- The Washington Times - Wednesday, February 22, 2023

Vivek Ramaswamy’s 2024 bid for president might be a long shot but the wealthy “anti-woke” entrepreneur is expected to invigorate national debate around the precept of investing based on environmental, social, and corporate governance or ESG.

The financial strategy, which Republicans call “woke capitalism” because it makes climate change and social issues a priority, has been thrust into the culture-war spotlight with conservatives combatting ESG-embracing Wall Street institutions.

Mr. Ramaswamy, a 37-year-old Indian American who has announced his candidacy for the Republican presidential nomination, co-founded an asset management firm last year in hopes of becoming the premier haven for red states that are giving the boot to pro-ESG investment behemoths like BlackRock.

“We’re in the middle of a national identity crisis. Faith, patriotism and hard work have disappeared,” Mr. Ramaswamy said in a campaign video. “Wokism, climatism and gender ideology have replaced them.”

He is the third candidate to enter the 2024 White House race, joining former President Donald Trump and former U.S. Ambassador to the U.N. Nikki Haley.

With the backing of GOP megadonor and PayPal co-founder Peter Thiel, Mr. Ramaswamy co-founded Strive Asset Management last year. The firm’s stated goal is to “offer everyday Americans a way to invest in the stock market without mixing business with politics.”

Though there is little mention of ESG on the company’s website, Mr. Ramaswamy is anything but shy about making his position clear. He’s said on Twitter that he wants the U.S. to “abandon climate religion,” which he later told Fox News host Tucker Carlson is “completely shackling the economy and culture.”

The anti-ESG movement erupted last year when Republican officials in states across the country began pulling public pension funds worth billions of dollars from pro-ESG investment firms and banks such as BlackRock, Vanguard and Wells Fargo. They accused the institutions of putting politics above their fiduciary responsibilities. The states cumulatively divested more than $4 billion from BlackRock last year.

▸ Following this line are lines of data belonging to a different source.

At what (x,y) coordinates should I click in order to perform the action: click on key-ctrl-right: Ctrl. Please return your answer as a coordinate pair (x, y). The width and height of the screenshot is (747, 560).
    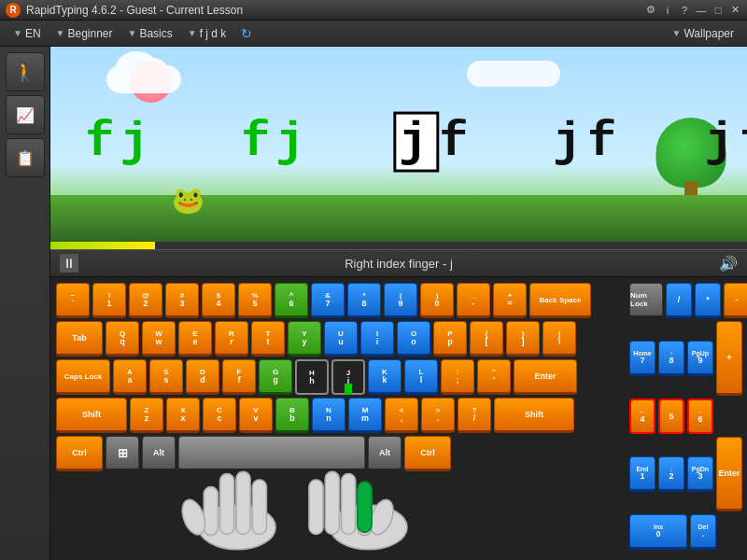
    Looking at the image, I should click on (428, 454).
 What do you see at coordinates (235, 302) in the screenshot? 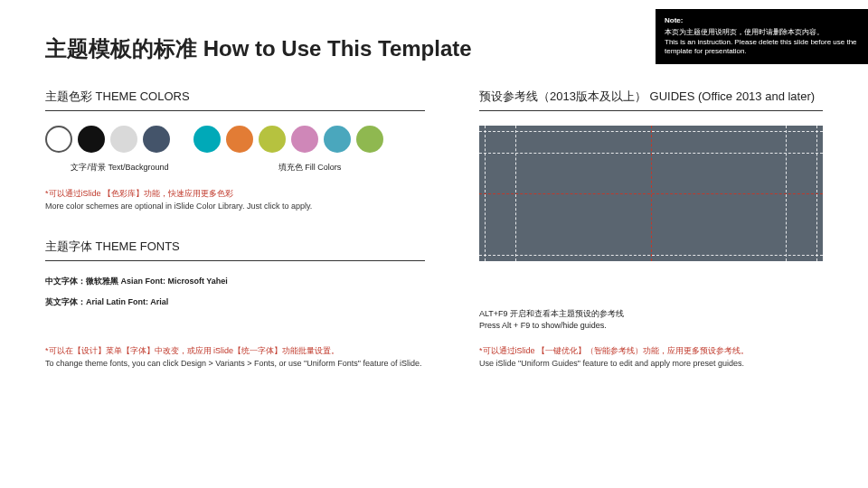
I see `en-font-line: 英文字体：Arial Latin Font: Arial` at bounding box center [235, 302].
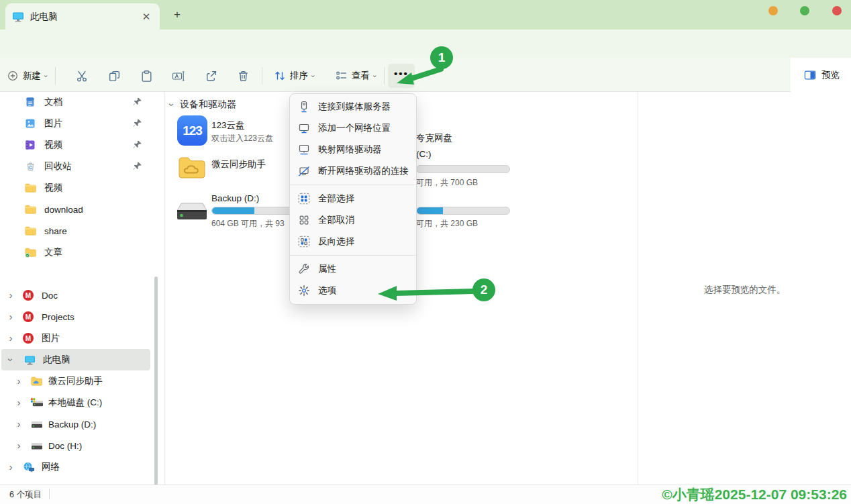 Image resolution: width=851 pixels, height=504 pixels. I want to click on rename-button, so click(179, 76).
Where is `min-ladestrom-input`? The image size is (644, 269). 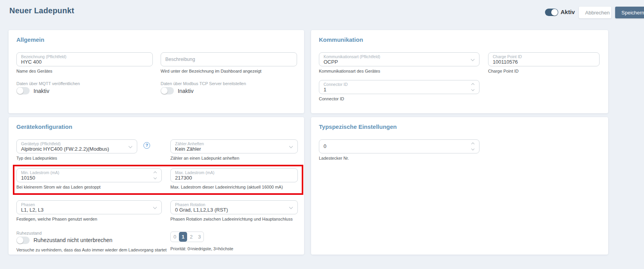 min-ladestrom-input is located at coordinates (85, 178).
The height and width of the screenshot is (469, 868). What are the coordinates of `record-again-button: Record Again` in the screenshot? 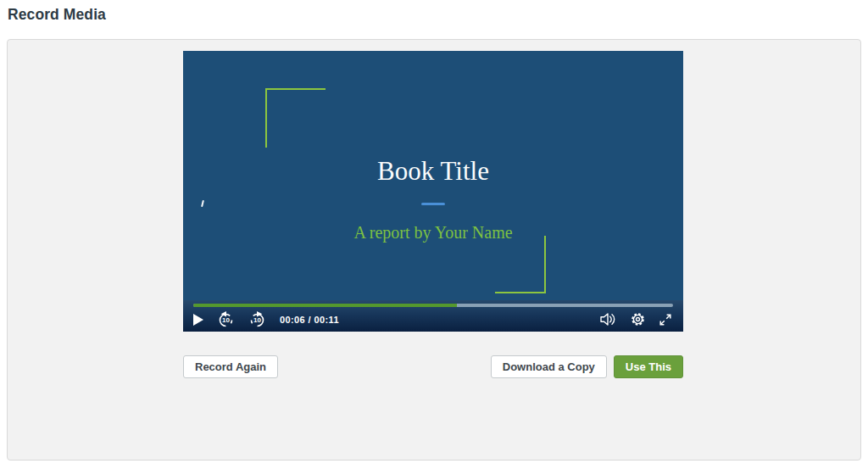 It's located at (231, 366).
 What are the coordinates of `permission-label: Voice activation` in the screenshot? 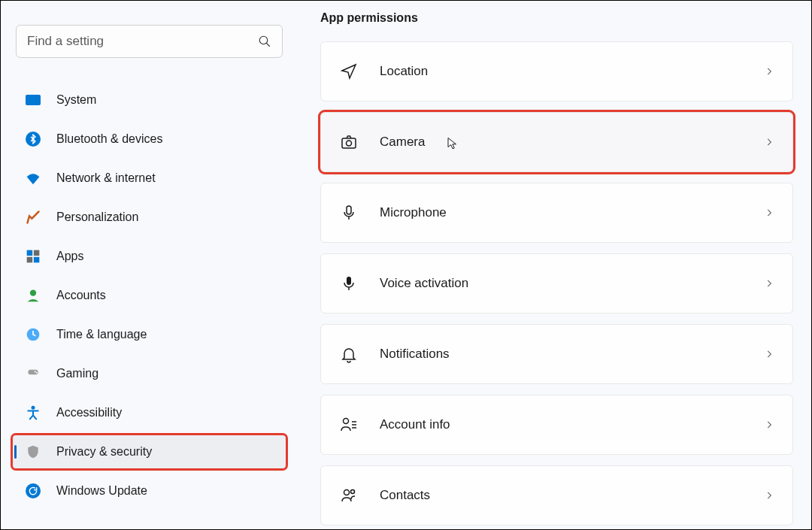 It's located at (571, 283).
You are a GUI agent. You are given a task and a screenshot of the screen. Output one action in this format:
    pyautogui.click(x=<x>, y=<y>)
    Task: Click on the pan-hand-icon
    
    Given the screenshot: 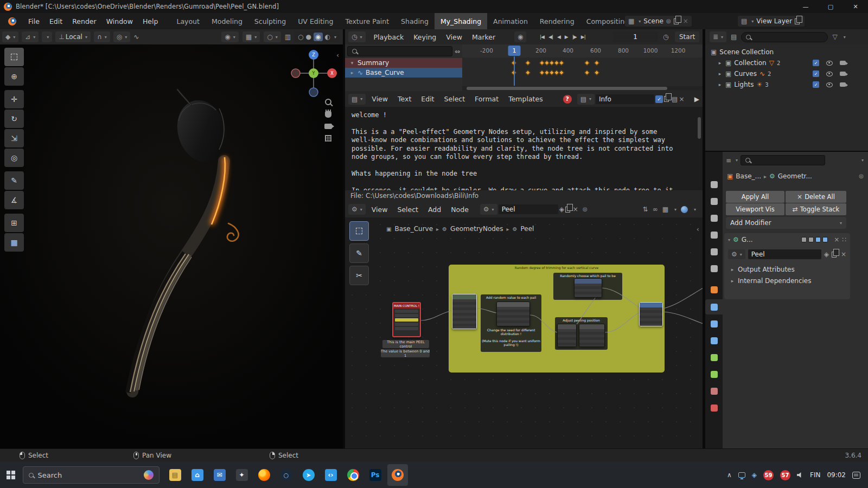 What is the action you would take?
    pyautogui.click(x=328, y=114)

Mr. Ramaswamy, the author of “Woke, Inc.: Inside Corporate America’s Social Justice Scam,” has received praise from ESG critics, including GOP Rep. Dan Crenshaw of Texas and House Speaker Kevin McCarthy.

“This is how deep this infection goes: it’s infiltrated even the capital markets that are supposed to bring discipline to the corporate boardroom and instead are bringing a different kind of religion,” Mr. Ramaswamy said on an episode of Mr. Crenshaw’s podcast. “It’s not a discipline based on financial performance, which is what everyday pensioners and retirees and savers expect would be done with their money, but instead is bringing this new orthodoxy.”

Finance firms that engage in ESG reject the notion they’re jeopardizing clients’ money or have boycotted fossil fuel investments. Companies like BlackRock tout their large sums of investments in public energy companies and argue their work in ESG better safeguards the long-term viability of returns by considering risk factors like climate change.

Still, Mr. Ramaswamy’s candidacy will help keep the issue at the forefront for Republicans.

“The fundamental critique of ESG, both on the right and the left, is that there’s this historic concentration of capital in the hands of a small group of investors,” he told Axios earlier this month. “Bernie Sanders has said as much, and I’ve said as much.”